MBS tuning recommendations are designed to maximize throughput of messages, as there are unique implications to using messages
as the medium of data exchange. The MBS processing limit (throttle) is determined by the number of inbound message
queues. Any Unwired Server within a cluster can process messages on inbound queues. The number of inbound
queues is equal to the number of parallel MBS package requests that the cluster can concurrently service.
Sybase recommendations touch on components outside and inside the LAN:
- Add multiple server nodes to increase data marshaling. Testing has indicated that one Unwired Server node is capable of sustaining around 70 messages per second
to devices. A second Unwired Server node provides an additional 60% increase in delivery capability. This increase
is because the second MBS node increases message marshaling and transmission capability for the entire device
population.
- Device performance and number of devices deploy. Device processing capacity limits the capacity of each message to 20KB. Due to serialization of data to JSON,
a roughly 2X increase in size is observed within our data model, i.e. 4MB worth of data is represented by 9MB of
serialized information for packaging into messages. As a result, the number of import messages is in the low 400s.
The 2X factor is only an estimate for a moderately complex application; the true cost depends on the number of
attributes (and the datatypes) of each MBO in the model. Furthermore, if push messages
are to be generated for a device, you should tune the environment after executing download SQL queries against the cache: the cost of the query depends
on the complexity of the download logic (number of MBO relationships) in addition to synchronization timestamp
comparison. For a large number of devices, this cost can be considerable.
- Approach initial synchronization carefully, and follow a sound rollout policy for new MBS mobile applications.
The easiest approach is to spread the rollout over a period a time to avoid a large number of devices attempting
to download large amounts of data. Excessive load not only slows the rollout, but may also impact performance
for existing MBS applications. Apart from Unwired Platform capacity and connectivity bandwidth, the actual time
required to perform the initial synchronization depends mostly on the capability of the device.
- Allocate additional threads to
replay requests concurrently against the EIS. Choosing a value depends upon:
- The number of concurrent CUD operations that an EIS can handle without causing degradation
- The number of simultaneously active EIS operations the load is spread across
- The average response time for various EIS operations
- Any lock contention points in the mobile model that exist due to shared data partitions
- The total application landscape (Unwired Platform does not
assign threads on a per package basis. All threads are available to service CUD operations for any of the deployed
MBS packages.)
- The Unwired Server data change check frequency for each package. The higher the check frequency, the higher the cost, but data freshness may not
actually increase. The gating factor is the frequency of updates from the EIS. If the cache is configured to refresh at
midnight, after the EIS performs certain batch processing, it is most efficient to configure the scheduler to check for
changes sometime after the cache refresh is completed. For an EIS that uses DCN to update the cache, the amount
and frequency of changes depends on the business process. Understanding the data flow pattern from EIS to cache is
crucial to determine how frequently the Unwired Server is to check for changes to be pushed to the devices.
- Batch multiple DCN updates in a single notification to reduce overhead. However, a batch that is
too large may impact device synchronization response due to contention. A storm of DCNs can create significant work
for devices. The tradeoff is efficiency versus performance (responsiveness).
- During the packaging of data into messages, serialization consumes a significant amount of memory. Avoid garbage
collection activities, especially during MBS application rollout, to prevent “choking.”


Task details | Reproduce only this stretch of the listing below: from the line with "Find the exact region of *woman*." through the line with "drawing a box.", exactly as written, with pictures excluded.

Records to use |
- Opening Delimiter -

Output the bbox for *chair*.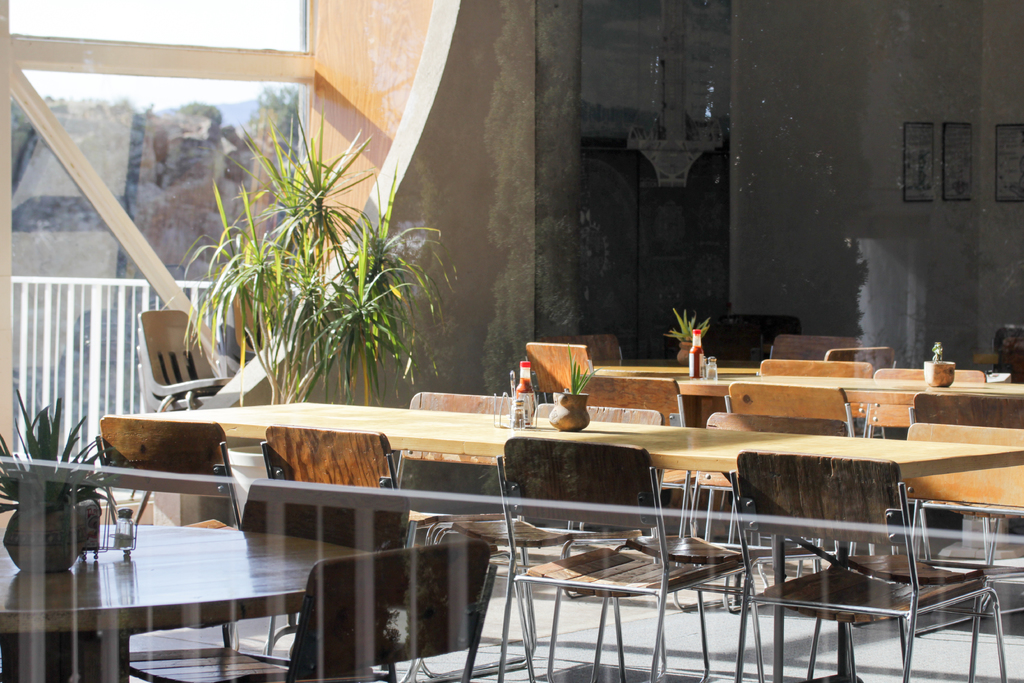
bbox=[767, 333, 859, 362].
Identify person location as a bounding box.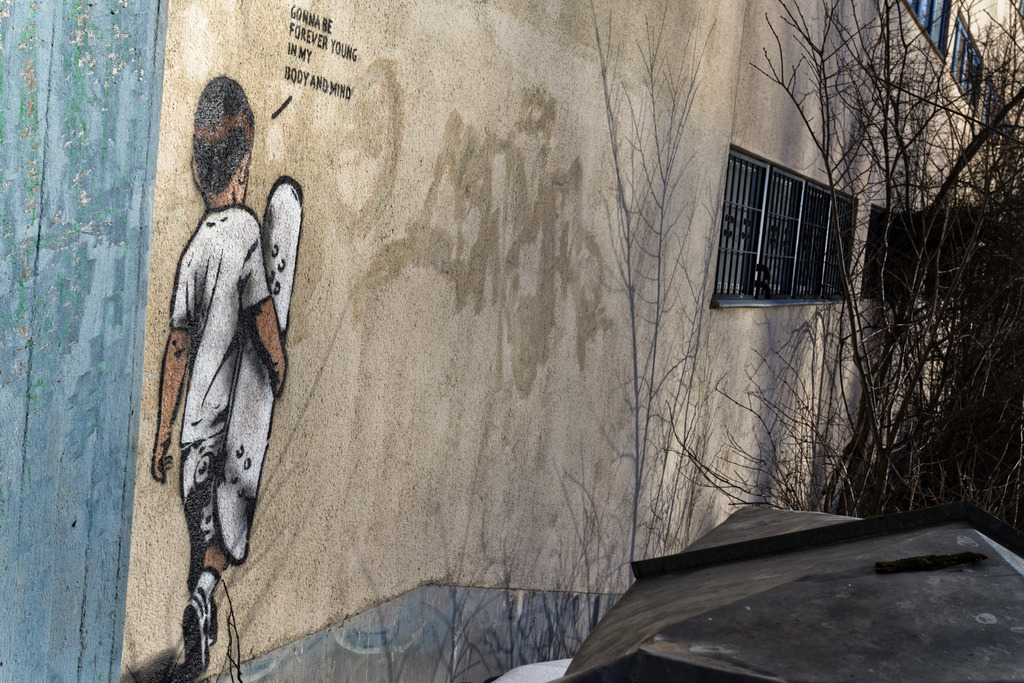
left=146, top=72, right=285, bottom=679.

- Closing Delimiter -
- Opening Delimiter -

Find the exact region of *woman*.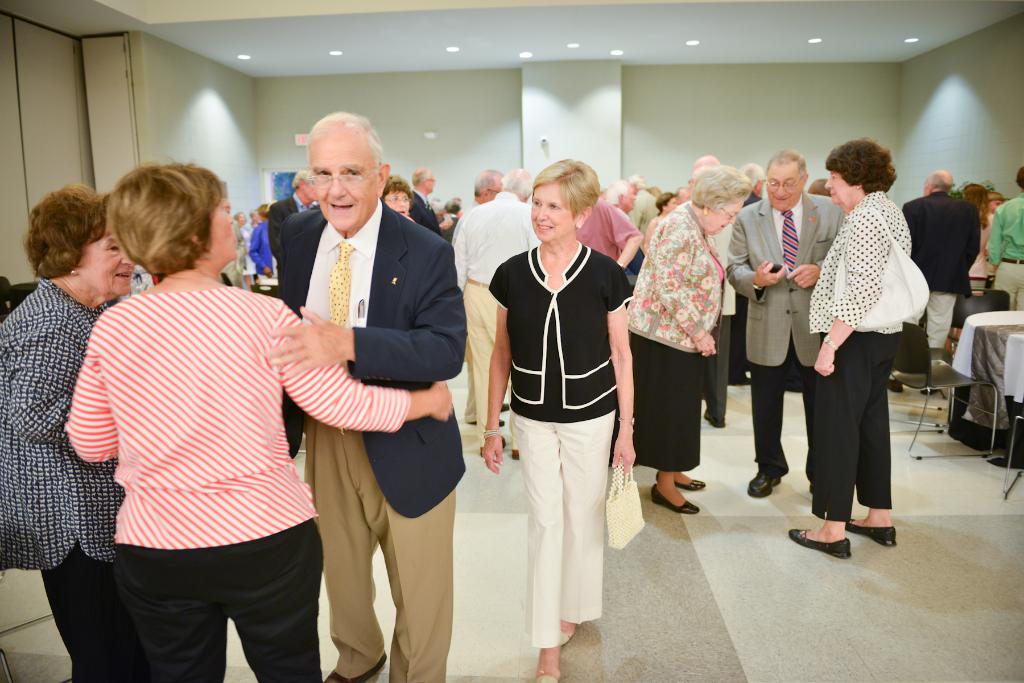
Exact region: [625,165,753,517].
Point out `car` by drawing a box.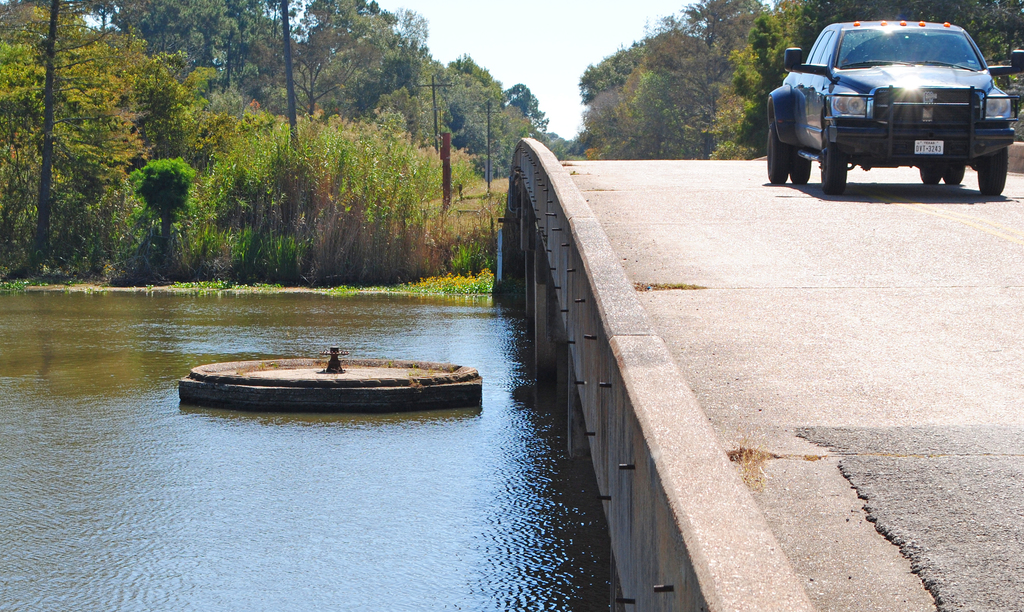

- Closing Delimiter -

Response for this exercise |
Find the exact region of *woman*.
Exact region: [625,165,753,517].
Point out `car` by drawing a box.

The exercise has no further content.